New Medical Device Market Outlook From Frost
Frost has released a new study titled US Medical Device Outlook. Their press release leads with what starts out like an expose on group purchasing organizations (GPOs).
“GPOs sign contracts — mostly long-term ones — with only a few medical device manufacturers, thereby blocking out the smaller companies and market entrants,” says Frost & Sullivan Research Analyst Vaishnavi Ananthanarayanan. “The larger GPOs partner with hospital chains, thus creating a monopolistic market over a large geographic area.”
Frost notes staff shortages as market trend drivers for medical device connectivity. Also noted are device vendors thin margins, an increase in vendor/customer R&D collaboration, and the importance (and challenges) of international markets.
Read MoreNew Study Shows Medication Safety Improving, Still a Major Concern for Nurses
This Harris survey provides a good overview of progress made in meds admin and technology adoption; there are no bombshells or epiphanies. Meds safety progress is charted with 72 percent of frontline registered nurses surveyed believing that medication safety has improved in their hospital over the last five years. Eighty percent of those nurses identified technology as a major contributor to that improvement — no doubt reassuring to technology vendor McKesson, the survey's sponsor.

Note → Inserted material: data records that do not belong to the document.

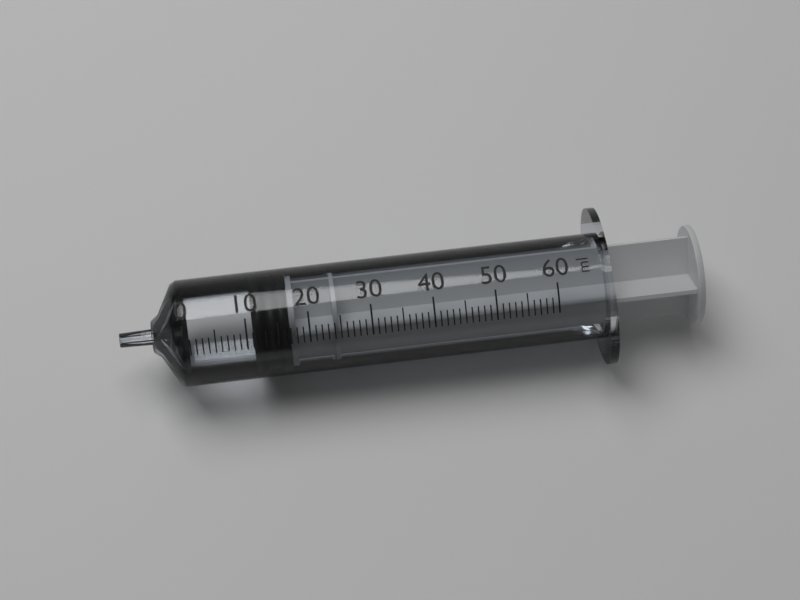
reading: 11 ml
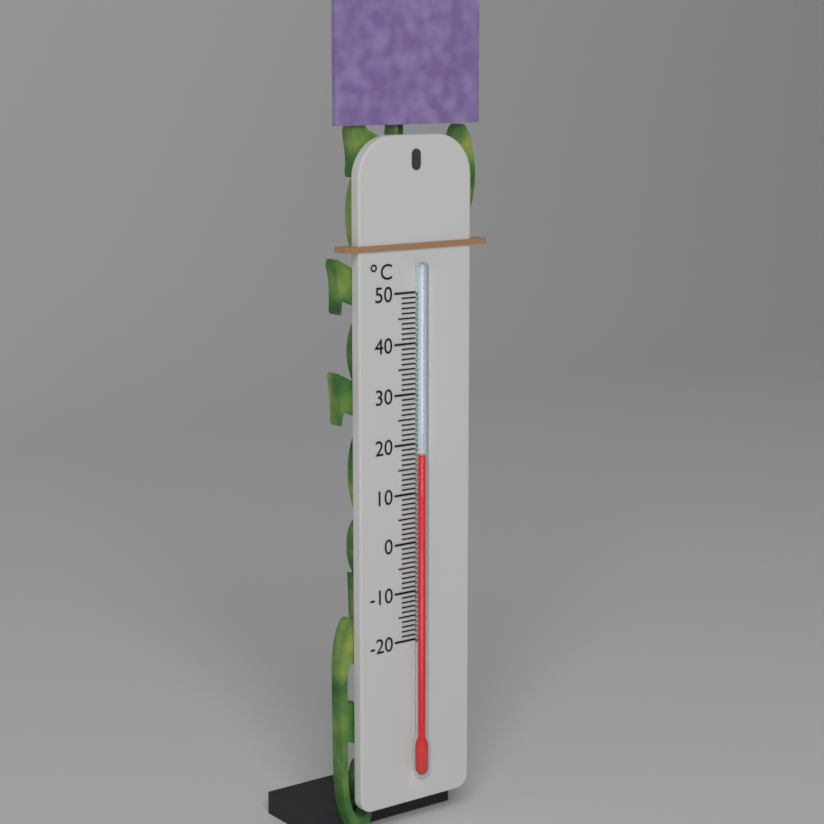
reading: 18 °C
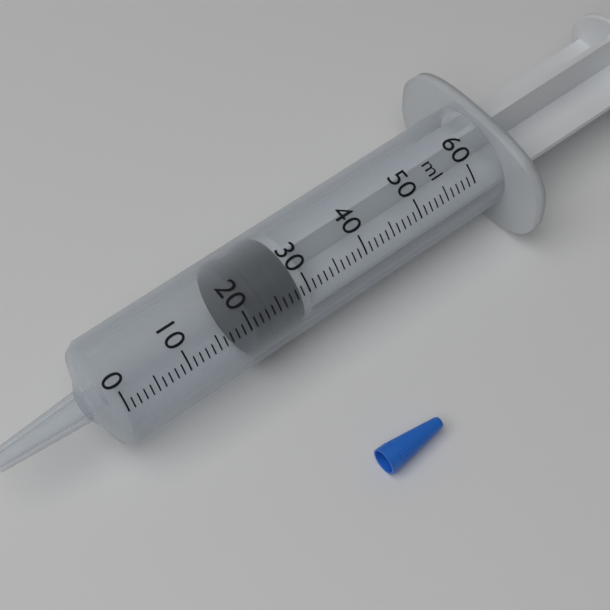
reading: 21 ml
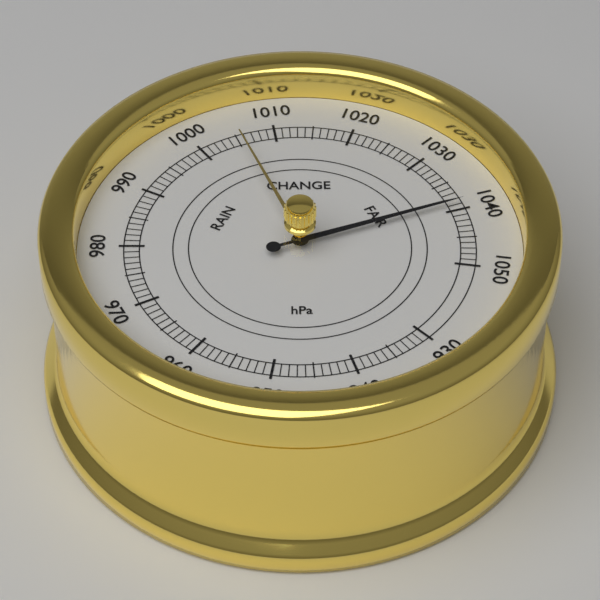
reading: 1039 hPa
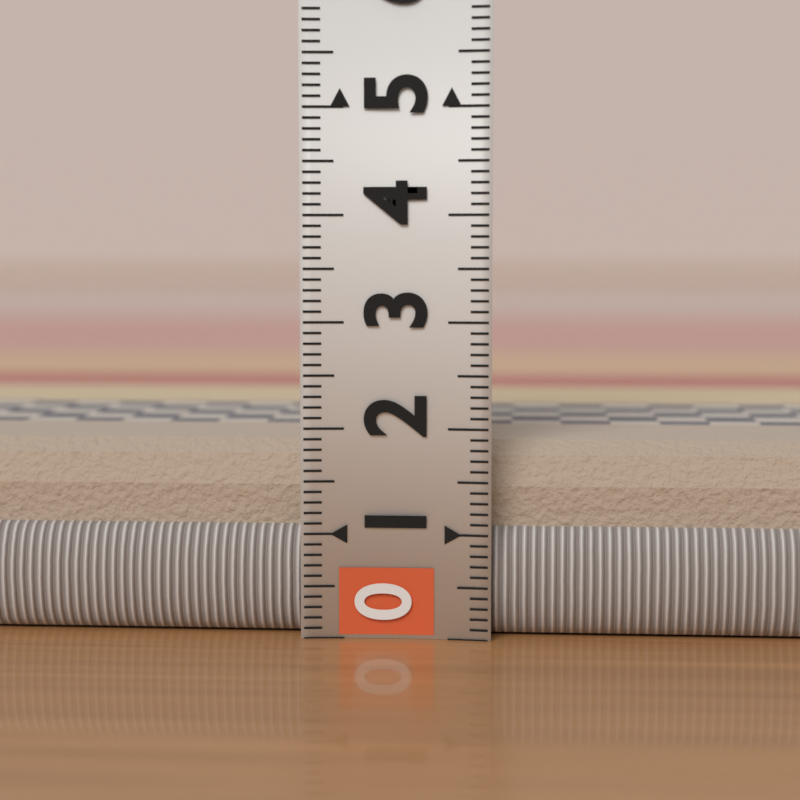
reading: 1.9 (no unit)
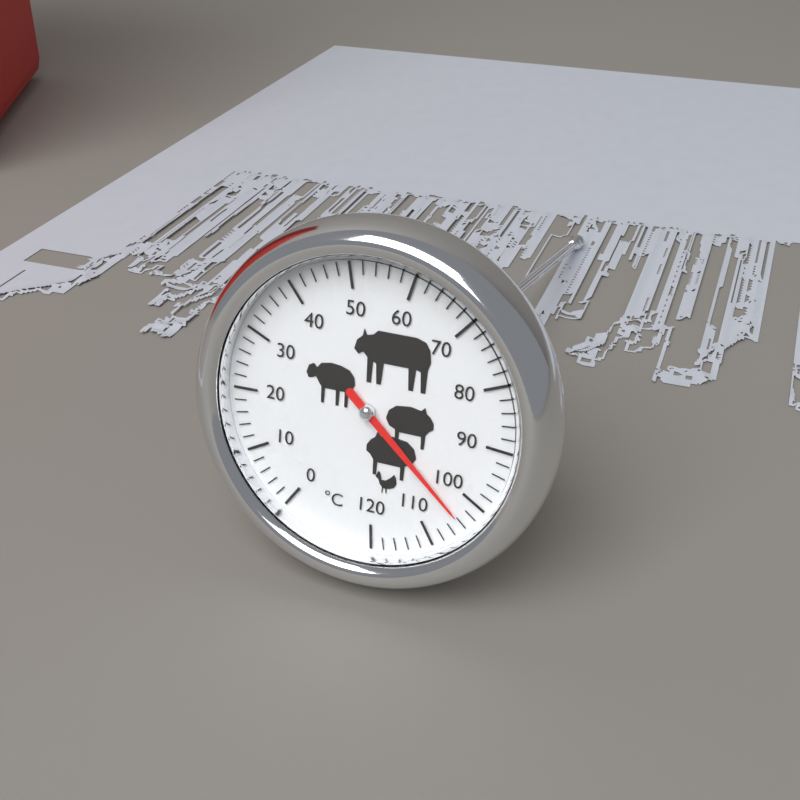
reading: 104 °C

The study found that less than half of nurses surveyed (43 percent) use online documentation tools at a nursing station. Only 32 percent of respondents surveyed use these tools at the point of care. While automated medication cabinets are by far the most commonly used technology (cited by 70 percent of respondents), bar-code medication administration tools are used by only 23 percent of nurses polled. Scanning bar codes on patient wristbands enables nurses to check for the “five rights” of medication safety – right patient, right drug, right dose, right time and right route – before administering medications to patients.
Besides technology, an environment that supports the examination of errors (69 percent) is a reason cited for improvements in medication safety by respondents who feel medication safety is better in their own hospital. Other reasons given include better communications between nurses and pharmacists (57 percent), and better communications between nurses and doctors (49 percent).
The study also reinforced that patient transfers (53 percent) and shift changes (52 percent) were also identified as times when these respondents were most concerned that errors may occur.
2005 McKesson Survey of Frontline Nurses’ Perceptions of the State of Patient Safety conducted by Harris Interactive. Registration required to download report.